Cape Town - The more optimistic of South African rugby fans, perhaps deceptively emboldened by World Cup 2019 glory, may be inclined to believe the Jaguares' supremacy in the SA conference of Super Rugby last year was a once-off occurrence.

But is there any really good reason to believe lightning - if that’s the way you would view the Argentineans’ achievement (going on to be beaten finalists in 2019) - won’t strike twice in the fast-looming new season?

The big thing to be kept in mind is that the Springbok matchday 23 which heroically brought the Webb Ellis Cup back to these shores from Japan was effectively made up, in majority terms, of overseas-based stars.

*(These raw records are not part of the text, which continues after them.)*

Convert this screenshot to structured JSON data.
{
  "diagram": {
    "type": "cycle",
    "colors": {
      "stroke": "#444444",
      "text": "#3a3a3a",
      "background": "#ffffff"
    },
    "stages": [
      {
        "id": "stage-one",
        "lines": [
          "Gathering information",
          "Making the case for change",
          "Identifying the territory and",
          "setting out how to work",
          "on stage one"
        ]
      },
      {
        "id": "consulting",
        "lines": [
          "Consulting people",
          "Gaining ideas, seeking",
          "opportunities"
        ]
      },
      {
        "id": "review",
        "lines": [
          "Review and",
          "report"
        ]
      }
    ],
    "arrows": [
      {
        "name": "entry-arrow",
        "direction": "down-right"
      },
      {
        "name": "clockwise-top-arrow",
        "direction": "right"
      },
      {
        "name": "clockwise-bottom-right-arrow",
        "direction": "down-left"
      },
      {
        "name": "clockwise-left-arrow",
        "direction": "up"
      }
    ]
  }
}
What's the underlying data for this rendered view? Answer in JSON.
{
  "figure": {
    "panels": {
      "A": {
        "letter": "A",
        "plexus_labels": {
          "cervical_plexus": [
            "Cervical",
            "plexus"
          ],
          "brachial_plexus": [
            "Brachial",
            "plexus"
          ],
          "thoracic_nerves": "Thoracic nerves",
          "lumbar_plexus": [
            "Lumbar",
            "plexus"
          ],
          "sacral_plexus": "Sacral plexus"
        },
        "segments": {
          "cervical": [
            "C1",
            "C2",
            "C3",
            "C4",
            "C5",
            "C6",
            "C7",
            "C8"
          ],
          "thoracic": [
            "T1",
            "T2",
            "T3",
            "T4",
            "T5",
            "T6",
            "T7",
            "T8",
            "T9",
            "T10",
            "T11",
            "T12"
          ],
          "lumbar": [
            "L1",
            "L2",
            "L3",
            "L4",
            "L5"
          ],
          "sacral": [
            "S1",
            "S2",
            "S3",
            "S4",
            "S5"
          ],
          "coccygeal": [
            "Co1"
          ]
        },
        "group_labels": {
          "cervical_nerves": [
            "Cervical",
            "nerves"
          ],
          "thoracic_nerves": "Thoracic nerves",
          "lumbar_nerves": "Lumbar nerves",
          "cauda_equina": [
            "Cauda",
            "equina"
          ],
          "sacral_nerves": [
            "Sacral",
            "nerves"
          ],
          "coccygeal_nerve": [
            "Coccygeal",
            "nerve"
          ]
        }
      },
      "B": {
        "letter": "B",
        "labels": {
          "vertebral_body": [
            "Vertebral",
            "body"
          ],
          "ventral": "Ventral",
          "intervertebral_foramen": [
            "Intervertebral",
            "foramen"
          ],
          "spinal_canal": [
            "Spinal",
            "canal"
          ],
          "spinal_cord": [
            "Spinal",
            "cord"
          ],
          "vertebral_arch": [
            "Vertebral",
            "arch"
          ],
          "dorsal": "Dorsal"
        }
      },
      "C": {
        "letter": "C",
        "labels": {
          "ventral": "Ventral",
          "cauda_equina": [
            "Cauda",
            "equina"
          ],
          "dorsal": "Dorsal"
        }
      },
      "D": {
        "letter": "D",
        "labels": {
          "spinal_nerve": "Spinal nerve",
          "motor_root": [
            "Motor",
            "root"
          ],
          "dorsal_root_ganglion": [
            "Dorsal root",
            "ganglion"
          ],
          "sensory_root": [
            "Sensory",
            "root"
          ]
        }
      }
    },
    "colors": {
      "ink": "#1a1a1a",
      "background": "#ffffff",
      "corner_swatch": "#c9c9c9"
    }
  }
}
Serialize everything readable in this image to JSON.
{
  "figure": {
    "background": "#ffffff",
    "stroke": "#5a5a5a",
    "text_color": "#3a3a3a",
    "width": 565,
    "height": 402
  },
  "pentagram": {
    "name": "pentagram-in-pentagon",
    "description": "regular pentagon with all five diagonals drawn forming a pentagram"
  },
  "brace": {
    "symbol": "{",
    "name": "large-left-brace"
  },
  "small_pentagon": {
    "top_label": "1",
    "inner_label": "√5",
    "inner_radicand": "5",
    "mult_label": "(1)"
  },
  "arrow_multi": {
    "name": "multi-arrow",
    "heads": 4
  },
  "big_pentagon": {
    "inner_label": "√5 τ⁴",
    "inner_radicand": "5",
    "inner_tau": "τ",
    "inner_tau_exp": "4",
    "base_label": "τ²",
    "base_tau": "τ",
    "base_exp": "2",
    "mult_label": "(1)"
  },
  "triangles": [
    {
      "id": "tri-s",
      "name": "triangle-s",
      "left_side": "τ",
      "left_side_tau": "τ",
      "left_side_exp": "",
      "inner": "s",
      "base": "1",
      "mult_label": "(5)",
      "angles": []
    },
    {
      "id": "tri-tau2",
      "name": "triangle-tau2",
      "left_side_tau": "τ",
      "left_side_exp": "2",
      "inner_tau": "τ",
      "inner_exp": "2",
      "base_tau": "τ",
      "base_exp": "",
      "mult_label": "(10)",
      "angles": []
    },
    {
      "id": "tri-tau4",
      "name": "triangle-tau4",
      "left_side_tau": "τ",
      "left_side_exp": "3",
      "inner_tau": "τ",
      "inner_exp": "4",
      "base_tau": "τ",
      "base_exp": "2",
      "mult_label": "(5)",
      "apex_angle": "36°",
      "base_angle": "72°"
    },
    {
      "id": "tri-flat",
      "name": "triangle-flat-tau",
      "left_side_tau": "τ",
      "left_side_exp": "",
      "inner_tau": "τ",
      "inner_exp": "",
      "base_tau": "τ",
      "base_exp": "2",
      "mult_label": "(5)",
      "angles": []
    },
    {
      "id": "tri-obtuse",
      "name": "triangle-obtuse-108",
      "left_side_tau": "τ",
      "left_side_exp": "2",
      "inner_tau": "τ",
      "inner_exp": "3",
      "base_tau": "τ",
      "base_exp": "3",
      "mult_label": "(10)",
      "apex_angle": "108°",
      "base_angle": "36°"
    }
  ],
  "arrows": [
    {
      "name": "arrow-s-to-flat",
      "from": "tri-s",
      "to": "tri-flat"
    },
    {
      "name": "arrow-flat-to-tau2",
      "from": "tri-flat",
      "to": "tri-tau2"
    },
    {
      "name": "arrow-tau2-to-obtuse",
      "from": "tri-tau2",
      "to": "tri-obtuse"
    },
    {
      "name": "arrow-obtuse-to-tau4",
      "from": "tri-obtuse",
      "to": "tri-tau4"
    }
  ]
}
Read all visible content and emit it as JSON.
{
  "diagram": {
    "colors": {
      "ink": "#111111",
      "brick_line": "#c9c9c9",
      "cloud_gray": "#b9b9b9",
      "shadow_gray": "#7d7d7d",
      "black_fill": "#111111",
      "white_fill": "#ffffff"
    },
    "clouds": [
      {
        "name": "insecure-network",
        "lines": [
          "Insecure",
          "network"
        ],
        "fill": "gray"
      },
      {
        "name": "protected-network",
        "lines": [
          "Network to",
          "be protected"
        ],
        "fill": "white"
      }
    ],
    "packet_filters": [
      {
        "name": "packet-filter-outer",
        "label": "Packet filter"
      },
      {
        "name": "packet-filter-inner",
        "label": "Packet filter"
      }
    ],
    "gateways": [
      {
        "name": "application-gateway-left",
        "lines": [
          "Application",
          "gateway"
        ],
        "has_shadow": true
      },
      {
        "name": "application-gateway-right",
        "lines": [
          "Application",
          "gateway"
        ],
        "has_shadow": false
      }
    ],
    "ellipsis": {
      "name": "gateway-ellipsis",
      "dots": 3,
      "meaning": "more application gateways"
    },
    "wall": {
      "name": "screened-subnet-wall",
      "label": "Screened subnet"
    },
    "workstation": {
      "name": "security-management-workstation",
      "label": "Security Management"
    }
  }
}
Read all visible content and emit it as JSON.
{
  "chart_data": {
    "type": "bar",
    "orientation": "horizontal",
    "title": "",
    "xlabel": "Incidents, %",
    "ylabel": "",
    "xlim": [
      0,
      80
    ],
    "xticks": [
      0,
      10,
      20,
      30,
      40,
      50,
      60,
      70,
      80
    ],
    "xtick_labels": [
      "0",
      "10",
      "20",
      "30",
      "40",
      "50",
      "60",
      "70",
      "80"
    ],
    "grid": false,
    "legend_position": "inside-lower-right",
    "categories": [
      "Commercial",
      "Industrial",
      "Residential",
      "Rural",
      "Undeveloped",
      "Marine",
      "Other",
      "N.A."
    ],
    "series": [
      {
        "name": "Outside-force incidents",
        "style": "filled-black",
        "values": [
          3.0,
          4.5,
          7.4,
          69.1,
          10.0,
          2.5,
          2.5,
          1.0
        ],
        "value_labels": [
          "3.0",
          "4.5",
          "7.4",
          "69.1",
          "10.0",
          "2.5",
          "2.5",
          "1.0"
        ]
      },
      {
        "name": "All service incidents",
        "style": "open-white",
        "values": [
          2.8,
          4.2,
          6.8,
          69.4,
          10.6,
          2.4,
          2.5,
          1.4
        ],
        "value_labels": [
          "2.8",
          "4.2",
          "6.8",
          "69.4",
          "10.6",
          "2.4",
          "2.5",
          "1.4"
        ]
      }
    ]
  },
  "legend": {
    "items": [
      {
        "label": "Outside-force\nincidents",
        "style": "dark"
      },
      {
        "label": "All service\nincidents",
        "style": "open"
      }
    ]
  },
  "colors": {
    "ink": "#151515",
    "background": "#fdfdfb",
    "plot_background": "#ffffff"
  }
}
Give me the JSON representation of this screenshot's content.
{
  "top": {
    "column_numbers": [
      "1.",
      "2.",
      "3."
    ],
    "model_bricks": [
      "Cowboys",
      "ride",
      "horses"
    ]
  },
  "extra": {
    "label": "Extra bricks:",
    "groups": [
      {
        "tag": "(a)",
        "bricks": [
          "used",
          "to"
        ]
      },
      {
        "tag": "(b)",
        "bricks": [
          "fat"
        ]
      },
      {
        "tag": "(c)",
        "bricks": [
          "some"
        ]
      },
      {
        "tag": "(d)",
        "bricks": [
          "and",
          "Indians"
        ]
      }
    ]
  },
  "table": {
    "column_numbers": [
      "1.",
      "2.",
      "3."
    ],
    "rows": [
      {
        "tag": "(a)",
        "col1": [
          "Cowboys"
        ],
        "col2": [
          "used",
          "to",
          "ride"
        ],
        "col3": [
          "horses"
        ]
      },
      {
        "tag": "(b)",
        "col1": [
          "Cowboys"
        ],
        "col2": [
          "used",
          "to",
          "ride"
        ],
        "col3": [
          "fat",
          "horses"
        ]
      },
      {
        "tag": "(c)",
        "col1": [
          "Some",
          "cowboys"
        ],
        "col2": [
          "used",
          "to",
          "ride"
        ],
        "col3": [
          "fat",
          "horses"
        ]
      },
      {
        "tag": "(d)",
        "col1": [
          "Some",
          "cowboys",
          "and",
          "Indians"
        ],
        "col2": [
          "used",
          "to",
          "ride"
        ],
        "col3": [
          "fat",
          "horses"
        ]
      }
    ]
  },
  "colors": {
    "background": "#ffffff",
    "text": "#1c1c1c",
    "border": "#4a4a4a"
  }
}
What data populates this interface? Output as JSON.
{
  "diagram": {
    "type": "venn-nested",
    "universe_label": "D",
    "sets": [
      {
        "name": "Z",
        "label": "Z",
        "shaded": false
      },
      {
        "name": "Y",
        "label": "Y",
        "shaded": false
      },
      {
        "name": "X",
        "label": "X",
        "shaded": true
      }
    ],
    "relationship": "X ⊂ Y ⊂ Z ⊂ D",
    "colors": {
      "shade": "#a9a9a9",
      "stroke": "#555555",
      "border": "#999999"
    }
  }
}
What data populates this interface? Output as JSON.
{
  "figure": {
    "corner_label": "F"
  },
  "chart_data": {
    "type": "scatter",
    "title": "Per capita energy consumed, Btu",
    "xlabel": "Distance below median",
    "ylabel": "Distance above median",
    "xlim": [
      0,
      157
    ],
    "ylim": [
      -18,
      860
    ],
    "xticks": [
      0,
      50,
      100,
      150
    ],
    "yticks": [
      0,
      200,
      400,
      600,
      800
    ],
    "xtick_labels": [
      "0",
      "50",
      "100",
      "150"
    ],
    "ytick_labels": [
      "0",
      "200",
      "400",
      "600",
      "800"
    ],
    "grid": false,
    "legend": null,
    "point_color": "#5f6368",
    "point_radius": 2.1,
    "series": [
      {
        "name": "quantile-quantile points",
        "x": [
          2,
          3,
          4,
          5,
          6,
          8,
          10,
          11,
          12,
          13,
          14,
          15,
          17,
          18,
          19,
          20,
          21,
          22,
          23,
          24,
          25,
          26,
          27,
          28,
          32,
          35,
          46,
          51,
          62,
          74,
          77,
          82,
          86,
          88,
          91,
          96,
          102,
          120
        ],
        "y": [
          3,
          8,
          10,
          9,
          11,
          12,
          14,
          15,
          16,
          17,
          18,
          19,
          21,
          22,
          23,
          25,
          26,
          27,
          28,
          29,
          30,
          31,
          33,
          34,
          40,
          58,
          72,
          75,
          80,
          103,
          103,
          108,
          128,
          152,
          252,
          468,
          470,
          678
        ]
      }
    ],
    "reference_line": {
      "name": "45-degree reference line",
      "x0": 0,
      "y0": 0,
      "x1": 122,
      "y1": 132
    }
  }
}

Fifteen of that group - or just over 65 percent - were either already contracted to foreign outfits or known to be quitting South African climes ahead of the 2020 season.

So there are limits to which the Boks’ triumph at RWC 2019 will translate into better domestic fortunes in the gruelling southern hemisphere tournament this year, even if the feat should serve as an extra motivator for home-based players wishing to bust into (or in some cases back into) the green and gold cause.

In 2019, remember, the Jaguares didn’t just win the conference: they more accurately romped to table-topping status, eclipsing the next-placed Bulls by a clear margin of 10 points after ordinary season.

If any of the South African quartet are to elbow them out, a turnaround of some magnitude is going to have to be engineered.

But looking at the four local squads - even if mostly not yet “official” for the event starting later this month - does little to provide any firm expectation that the Jaguares will be leapfrogged in 2020.

How on earth, for example, might the Bulls - who did reach the knockouts last year - be confidently expected to climb a notch higher in the group this year when they have surrendered a list of personnel that includes, among others, Schalk Brits (retired), Duane Vermeulen, Lood de Jager, Travis Ismaiel, Jason Jenkins, Jannes Kirsten, Jesse Kriel, Hanro Liebenberg, Handre Pollard, RG Snyman and Eli Snyman?

That is already pretty close to an entire Super Rugby-calibre team and, as with most compatriots this year, the list of inbound players is considerably leaner than the batch of departing ones.

With the Lions in a process of rebuilding with some generally young players perhaps unlikely to take the approaching season genuinely by storm yet, there is some thought that either of the coastal sides, the Stormers and Sharks, may be best equipped to carry the SA flag with some distinction in 2020.

That is a shaky assumption, however, not least because both have been strongly touted before and instead flopped, and particularly when you examine the depth of the emigration from Durban in recent months: it includes the trio of Du Preez brothers, Ruan Botha, Andre Esterhuizen, Tendai Mtawarira, Coenie Oosthuizen, Akker van der Merwe, Philip van der Walt, Jacques Vermeulen and a handful of slightly more peripheral customers last season who might otherwise have come into the picture more strongly in 2020.

While the Stormers, of their acknowledged, polished pack, have only surrendered one true front-liner in Bok lock muscle man Eben Etzebeth (to Toulon), their list of notable inward signings is currently unique among the SA franchises in standing at a conspicuous zero - an indicator of their ongoing cash-flow problems.

Under the circumstances, then, what solid evidence is there to suggest the Jaguares - increasingly wise and attuned these days to the demands of their special travel/multi-tour challenges - will be knocked from their conference perch?

Perhaps the best likelihood of a chink in their armour, in what should otherwise remain a more settled squad than the bulk of South African ones, is the loss of superstar Pumas flanker Pablo Matera to French outfit Stade Francais.

His rugged playing qualities and leadership will be sorely missed, although the Jaguares should remain bound by a fairly tenacious glue …

Jaguares’ fixture order in 2020 (don’t play Chiefs, Waratahs): Lions (h), Hurricanes (h), Reds (h), Stormers (a), Bulls (a), Sharks (a), Highlanders (h), Stormers (h), Rebels (h), Brumbies (a), Blues (a), Crusaders (a), Sunwolves (a), Sharks (h), Bulls (h), Lions (a).